OSF DCE Application Development Guide--Core Components
OSF DCE Application Development Guide—Core Components
Figure 12-1. A Binding
Network
address
Network
Server’s systemClient’s system
Server
Endpoint
Client
Client
RPC & comm. protocols
Binding information includes the following components:
• Protocol sequence
A valid combination of communications protocols presented by the runtime as a
character string. Each protocol sequence includes a network protocol, a transport
protocol, and an RPC protocol that works with them.
An RPC server tells the runtime which protocol sequences to use when listening for
calls to the server, and its binding information contains those protocol sequences.
• Network addressing information
Includes the network address and the endpoint of a server.
— The network address identifies a specific host system on a network. The format
of the address depends on the network protocol portion of the protocol sequence.
— The endpoint acts as the address of a specific server instance within the host
system. The format of the endpoint depends on the transport protocol portion of
the protocol sequence. For each protocol sequence a server instance uses, it
requires a unique endpoint. A given endpoint can be used by only one server per
system, assigned by the local system on a first-come, first-served basis.
• Transfer Syntax
The server’s RPC runtime must use a transfer syntax that matches one used by the
client’s RPC runtime. A transfer syntax is a set of encoding rules used for the
network transmission of data and the conversion to and from different local data
representations. A shared transfer syntax enables communications between systems
that represent local data differently. DCE RPC currently uses a single transfer syntax,
Network Data Representation (NDR). NDR encodes data into a byte stream for
transmission over a network. A transfer syntax such as NDR enables machines with
different formats to exchange data successfully. (The DCE RPC communications
protocols support the negotiation of transfer syntax. However, at present, the
outcome of a transfer-syntax negotiation is always NDR.)
• RPC protocol version numbers
The client and server runtimes must use compatible versions of the RPC protocol
specified by the client in the protocol sequence. The major version number of the
RPC protocol used by the server must equal the specified major version number. The
minor version number of the RPC protocol used by the server must be greater than or
equal to the specified minor version number.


Assignment:
When you copy the data, keep every line exactly as written and skip the pictures.

Data supplied:
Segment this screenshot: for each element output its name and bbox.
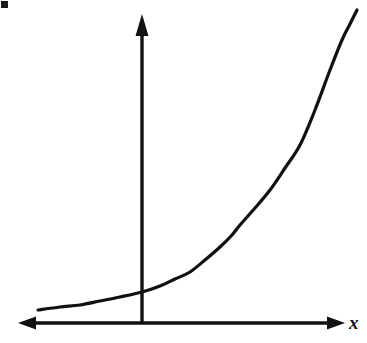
y-axis-up-arrowhead [136,14,149,36]
plot-canvas [0,0,367,343]
x-axis-label: x [349,313,359,332]
x-axis-left-arrowhead [18,317,36,330]
x-axis-right-arrowhead [327,317,345,330]
exponential-curve-path [38,10,357,310]
exponential-curve-figure: x [0,0,367,343]
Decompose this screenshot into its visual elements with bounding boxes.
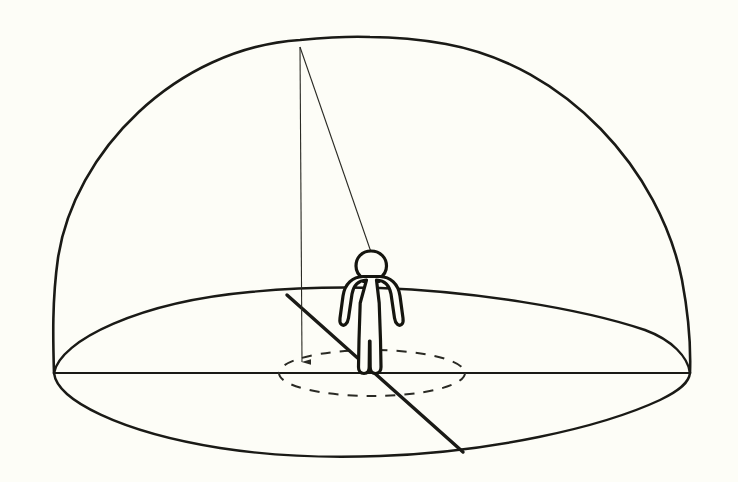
sight-line-to-head bbox=[300, 47, 371, 252]
zenith-drop-line bbox=[300, 47, 302, 362]
human-figure bbox=[340, 251, 403, 374]
ground-plane-front-arc bbox=[54, 373, 690, 457]
diagram-canvas: Hemispherical sky dome with standing obs… bbox=[0, 0, 738, 482]
sky-dome-diagram bbox=[0, 0, 738, 482]
figure-body bbox=[340, 277, 403, 374]
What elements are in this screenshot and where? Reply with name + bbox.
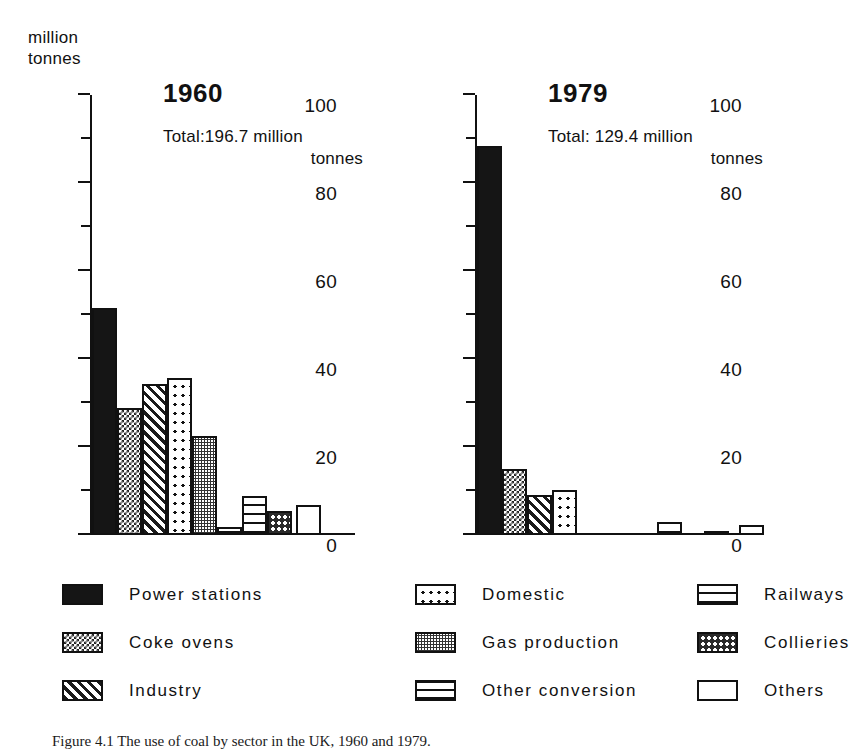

Answer to this problem:
Segment this screenshot: for each element output its name and bbox.
y-axis-up-arrowhead [136,14,149,36]
plot-canvas [0,0,367,343]
x-axis-label: x [349,313,359,332]
x-axis-left-arrowhead [18,317,36,330]
x-axis-right-arrowhead [327,317,345,330]
exponential-curve-path [38,10,357,310]
exponential-curve-figure: x [0,0,367,343]
Decompose this screenshot into its visual elements with bounding boxes.
sight-line-to-head bbox=[300, 47, 371, 252]
zenith-drop-line bbox=[300, 47, 302, 362]
human-figure bbox=[340, 251, 403, 374]
ground-plane-front-arc bbox=[54, 373, 690, 457]
diagram-canvas: Hemispherical sky dome with standing obs… bbox=[0, 0, 738, 482]
sky-dome-diagram bbox=[0, 0, 738, 482]
figure-body bbox=[340, 277, 403, 374]
What elements are in this screenshot and where? Reply with name + bbox.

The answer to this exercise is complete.